Thanks, but I had the heat exchanger replaced last year, as I thought it might be scaled up. The old heat exchanger was in perfect condition but it was replaced nevertheless. So I think it's unlikely to be the heat exchanger.

I had the diverter valve replaced at the same time. But am I right in thinking that diverter valve problems would only be apparent if the hot tap was on at the same time as the central heating? That's not the issue I'm having.

But the flow sensor is not something that I've looked into. Does the flow sensor would gradually or is it an on/off sensor? Reason I ask is because the more I open the cold tap (whilst the hot is already open), the less the boiler is firing.
 
For every sink / basin / bath / shower with a mixer tap:

1. Turn the hot on, and feel the hot pipe as close to the tap as possible.
2. Turn the cold on. If the hot pipe starts to feel cooler, then water is flowing back from the cold into the hot.

A mixer tap is one where the hot and cold are mixed internally, whether or not thermostatically controlled. A tap which feed cold through the outside of the spout, and hot through the inside (or vice versa) so that hot and cold only mix immediately after leaving the tap, is not a mixer tap for the purposes of the above test.

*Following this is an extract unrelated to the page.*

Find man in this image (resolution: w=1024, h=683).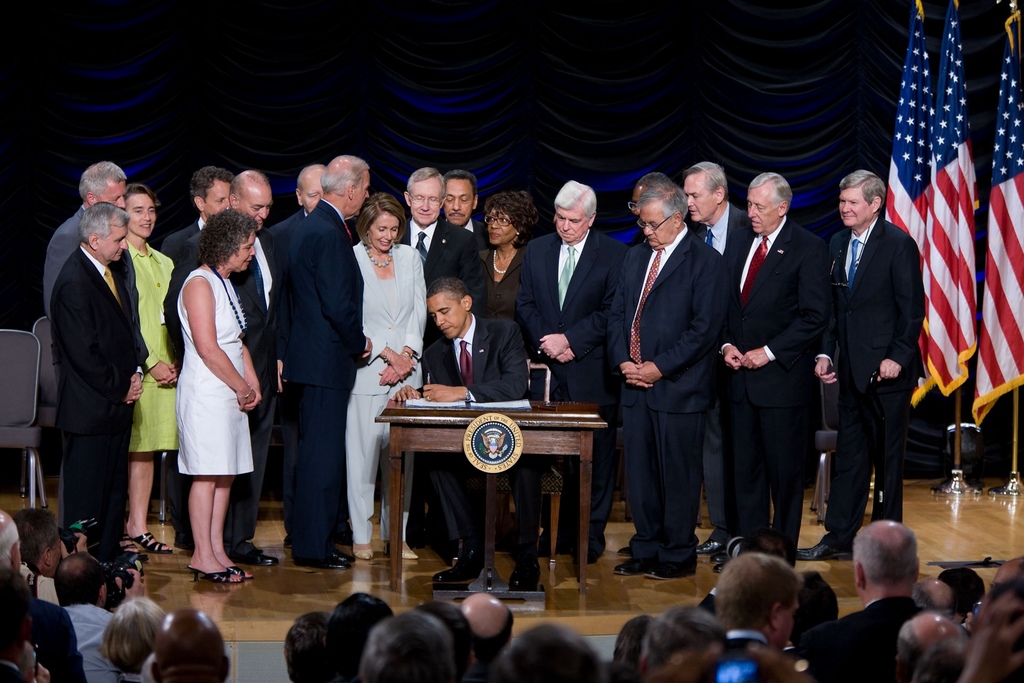
49 201 145 581.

It is also possible that the bath / shower has a thermostatic mixing valve fitted. This is a valve, usually hidden from view (e.g. under bath), which blends cold water with the supplied hot to output hot water not exceeding a certain temperature (usually 38 or 40 degrees). They are in effect mixers as above. Often fitted in newly built or newly renovated properties, and those designed for the old and infirm.
 
I had the diverter valve replaced at the same time.

If the boiler has a divertor valve then it is unlikely that it also has a flow sensor. The divertor valve diverts the water that normally circulates round the radiators and makes it pass through the secondary heat exchanger to heat the hot water to taps etc. . At the same time the divertor valve switches on the boiler. When drawing hot water to taps the hot water to radiators stops flowing.